The Koreans are very fond of visiting, and of being visited, but in this again, they in no way differ from the other peoples of the further Orient.
Besides fishing, there are three manly sports in vogue in Korea, and I believe, three only; all others being considered undignified and ungentlemanly. The three are archery, falconry, and hunting. Indeed, I scarcely know if I am right in including hunting in the list. It is so very generally pursued as a business, and not as a pleasure. I believe that a few Koreans do sometimes hunt for sport, and very good sport they usually get. Deer, tigers, leopards, badgers, bears, martens, otters, sables, wolves, and foxes are abundant, and the peninsula is full of feathered life. Pheasants are as plentiful, as beautiful, and as toothsome in Korea as they are in China. And they have wild geese, plover, snipe, varieties of ducks, teal, water hens, turkeys and turkey-bustards, herons, eagles, and cranes; and the woods are full of hares and of foxes.
Archery is considered in Korea the most distinguished of recreations. Every Korean gentleman, from the king down, is, or tries very hard to be, expert at archery. They use a tight, short bow, never over three feet long, and arrows of bamboo. The Koreans are wonderful marksmen, and professional archers are among the most popular of public entertainers.
Falconry is almost as popular as archery, and every nobleman has at least one falcon. The falcon is invariably extensively and gaudily wardrobed, and has usually a personal attendant. Falcon competitions, both public and private, are frequent, and among the nobility are often made the occasion of elaborate entertainments.
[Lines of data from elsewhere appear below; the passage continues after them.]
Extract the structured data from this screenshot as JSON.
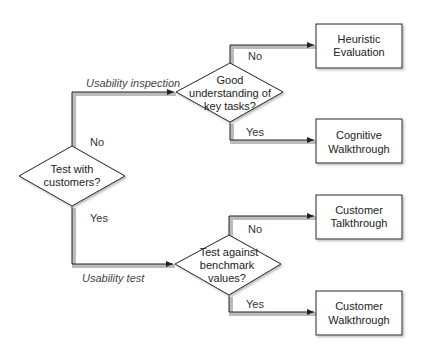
{
  "diagram": {
    "type": "flowchart",
    "decisions": [
      {
        "id": "d1",
        "lines": [
          "Test with",
          "customers?"
        ]
      },
      {
        "id": "d2",
        "lines": [
          "Good",
          "understanding of",
          "key tasks?"
        ]
      },
      {
        "id": "d3",
        "lines": [
          "Test against",
          "benchmark",
          "values?"
        ]
      }
    ],
    "outcomes": [
      {
        "id": "o1",
        "lines": [
          "Heuristic",
          "Evaluation"
        ]
      },
      {
        "id": "o2",
        "lines": [
          "Cognitive",
          "Walkthrough"
        ]
      },
      {
        "id": "o3",
        "lines": [
          "Customer",
          "Talkthrough"
        ]
      },
      {
        "id": "o4",
        "lines": [
          "Customer",
          "Walkthrough"
        ]
      }
    ],
    "edges": [
      {
        "from": "d1",
        "to": "d2",
        "branch": "No",
        "label": "Usability inspection"
      },
      {
        "from": "d1",
        "to": "d3",
        "branch": "Yes",
        "label": "Usability test"
      },
      {
        "from": "d2",
        "to": "o1",
        "branch": "No"
      },
      {
        "from": "d2",
        "to": "o2",
        "branch": "Yes"
      },
      {
        "from": "d3",
        "to": "o3",
        "branch": "No"
      },
      {
        "from": "d3",
        "to": "o4",
        "branch": "Yes"
      }
    ],
    "colors": {
      "stroke": "#222222",
      "shadow": "#bdbdbd",
      "fill": "#ffffff"
    }
  }
}
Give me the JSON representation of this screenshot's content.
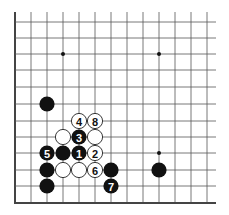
{
  "diagram": {
    "type": "go-board-fragment",
    "columns_x": [
      15,
      31,
      47,
      63,
      79,
      95,
      111,
      127,
      143,
      159,
      175,
      191,
      207
    ],
    "rows_y": [
      13,
      22,
      38,
      54,
      70,
      87,
      104,
      121,
      137,
      153,
      170,
      186
    ],
    "left_edge_x": 15,
    "bottom_edge_y": 203,
    "right_clip_x": 216,
    "star_points": [
      [
        63,
        54
      ],
      [
        159,
        54
      ],
      [
        159,
        153
      ]
    ],
    "stones": [
      {
        "color": "black",
        "x": 47,
        "y": 104,
        "label": ""
      },
      {
        "color": "white",
        "x": 79,
        "y": 121,
        "label": "4"
      },
      {
        "color": "white",
        "x": 95,
        "y": 121,
        "label": "8"
      },
      {
        "color": "white",
        "x": 63,
        "y": 137,
        "label": ""
      },
      {
        "color": "black",
        "x": 79,
        "y": 137,
        "label": "3"
      },
      {
        "color": "white",
        "x": 95,
        "y": 137,
        "label": ""
      },
      {
        "color": "black",
        "x": 47,
        "y": 153,
        "label": "5"
      },
      {
        "color": "black",
        "x": 63,
        "y": 153,
        "label": ""
      },
      {
        "color": "black",
        "x": 79,
        "y": 153,
        "label": "1"
      },
      {
        "color": "white",
        "x": 95,
        "y": 153,
        "label": "2"
      },
      {
        "color": "black",
        "x": 47,
        "y": 170,
        "label": ""
      },
      {
        "color": "white",
        "x": 63,
        "y": 170,
        "label": ""
      },
      {
        "color": "white",
        "x": 79,
        "y": 170,
        "label": ""
      },
      {
        "color": "white",
        "x": 95,
        "y": 170,
        "label": "6"
      },
      {
        "color": "black",
        "x": 111,
        "y": 170,
        "label": ""
      },
      {
        "color": "black",
        "x": 159,
        "y": 170,
        "label": ""
      },
      {
        "color": "black",
        "x": 47,
        "y": 186,
        "label": ""
      },
      {
        "color": "black",
        "x": 111,
        "y": 186,
        "label": "7"
      }
    ],
    "colors": {
      "line": "#555555",
      "edge": "#444444",
      "black": "#111111",
      "white": "#ffffff"
    }
  }
}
The Koreans have a quaint little festival, called “Crossing the Bridges.” Söul abounds in queer little stone bridges. A moonlight night is chosen for the festival. Usually a man and a woman walk to the centre of the bridge, and make a wish for the ensuing year, or pray for good-luck, and search the stars for some augury of prosperity. They have a number of peculiar, picturesque customs in connection with “Crossing the Bridges,” but I fancy that with both men and women it is more an excuse for a night out than anything else.
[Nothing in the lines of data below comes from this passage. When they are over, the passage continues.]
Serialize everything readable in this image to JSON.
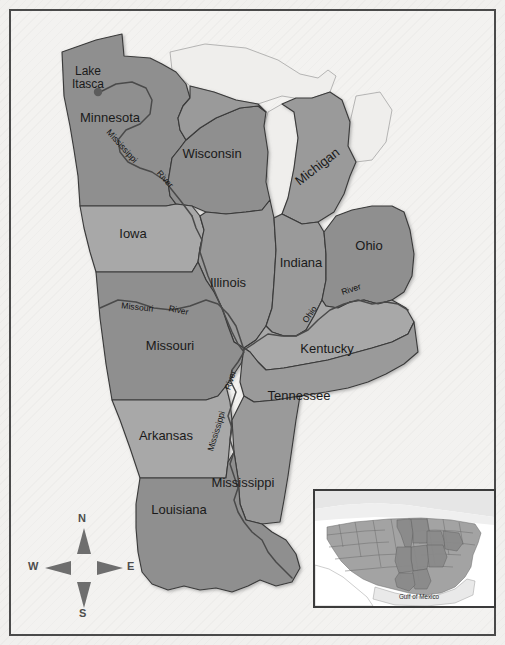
{
  "figure": {
    "type": "reference-map"
  },
  "colors": {
    "background": "#f1f0ee",
    "frame_border": "#4a4a4a",
    "state_fill_dark": "#8f8f8f",
    "state_fill_light": "#a8a8a8",
    "state_fill_mid": "#9a9a9a",
    "water_fill": "#efeeec",
    "boundary_stroke": "#3a3a3a",
    "river_stroke": "#4a4a4a",
    "compass_arrow": "#6e6e6e",
    "inset_land": "#a3a3a3",
    "inset_water": "#ffffff",
    "inset_frame": "#3b3b3b",
    "label_text": "#1a1a1a"
  },
  "states": [
    {
      "name": "Minnesota",
      "label_x": 110,
      "label_y": 122,
      "rotate": 0,
      "anchor": "middle"
    },
    {
      "name": "Wisconsin",
      "label_x": 212,
      "label_y": 158,
      "rotate": 0,
      "anchor": "middle"
    },
    {
      "name": "Michigan",
      "label_x": 320,
      "label_y": 170,
      "rotate": -38,
      "anchor": "middle"
    },
    {
      "name": "Iowa",
      "label_x": 133,
      "label_y": 238,
      "rotate": 0,
      "anchor": "middle"
    },
    {
      "name": "Illinois",
      "label_x": 228,
      "label_y": 287,
      "rotate": 0,
      "anchor": "middle"
    },
    {
      "name": "Indiana",
      "label_x": 301,
      "label_y": 267,
      "rotate": 0,
      "anchor": "middle"
    },
    {
      "name": "Ohio",
      "label_x": 369,
      "label_y": 250,
      "rotate": 0,
      "anchor": "middle"
    },
    {
      "name": "Missouri",
      "label_x": 170,
      "label_y": 350,
      "rotate": 0,
      "anchor": "middle"
    },
    {
      "name": "Kentucky",
      "label_x": 327,
      "label_y": 353,
      "rotate": 0,
      "anchor": "middle"
    },
    {
      "name": "Tennessee",
      "label_x": 299,
      "label_y": 400,
      "rotate": 0,
      "anchor": "middle"
    },
    {
      "name": "Arkansas",
      "label_x": 166,
      "label_y": 440,
      "rotate": 0,
      "anchor": "middle"
    },
    {
      "name": "Mississippi",
      "label_x": 243,
      "label_y": 487,
      "rotate": 0,
      "anchor": "middle"
    },
    {
      "name": "Louisiana",
      "label_x": 179,
      "label_y": 514,
      "rotate": 0,
      "anchor": "middle"
    }
  ],
  "places": [
    {
      "name": "Lake Itasca",
      "line1": "Lake",
      "line2": "Itasca",
      "label_x": 88,
      "label_y": 75,
      "dot_x": 98,
      "dot_y": 92
    }
  ],
  "rivers": [
    {
      "name": "Mississippi River",
      "segment": "Mississippi",
      "label_x": 120,
      "label_y": 148,
      "rotate": 48
    },
    {
      "name": "Mississippi River",
      "segment": "River",
      "label_x": 163,
      "label_y": 181,
      "rotate": 48
    },
    {
      "name": "Missouri River",
      "segment": "Missouri",
      "label_x": 137,
      "label_y": 310,
      "rotate": 6
    },
    {
      "name": "Missouri River",
      "segment": "River",
      "label_x": 178,
      "label_y": 313,
      "rotate": 12
    },
    {
      "name": "Ohio River",
      "segment": "Ohio",
      "label_x": 312,
      "label_y": 316,
      "rotate": -55
    },
    {
      "name": "Ohio River",
      "segment": "River",
      "label_x": 352,
      "label_y": 292,
      "rotate": -18
    },
    {
      "name": "Mississippi River",
      "segment": "River",
      "label_x": 233,
      "label_y": 381,
      "rotate": -72
    },
    {
      "name": "Mississippi River",
      "segment": "Mississippi",
      "label_x": 219,
      "label_y": 432,
      "rotate": -73
    }
  ],
  "compass": {
    "north": "N",
    "south": "S",
    "east": "E",
    "west": "W"
  },
  "inset": {
    "title": "United States locator map",
    "water_label": "Gulf of Mexico",
    "highlighted_region": "Mississippi River Basin states"
  }
}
The Koreans are even more impersonal than the Chinese. The Japanese are intensely personal. The Korean is impersonal in business, and impersonal in pleasure. He feasts with other men, and mingles with other men in all his amusements, but his interest is absorbed by his surroundings, and not by his companions. Introspection, and the study of other men, are seldom or never methods of Korean self-entertainment. Nature is after all the greatest entertainer of the Koreans; and to study Nature, to watch her, and to fall more and more deeply in love with her, is a Korean’s greatest amusement.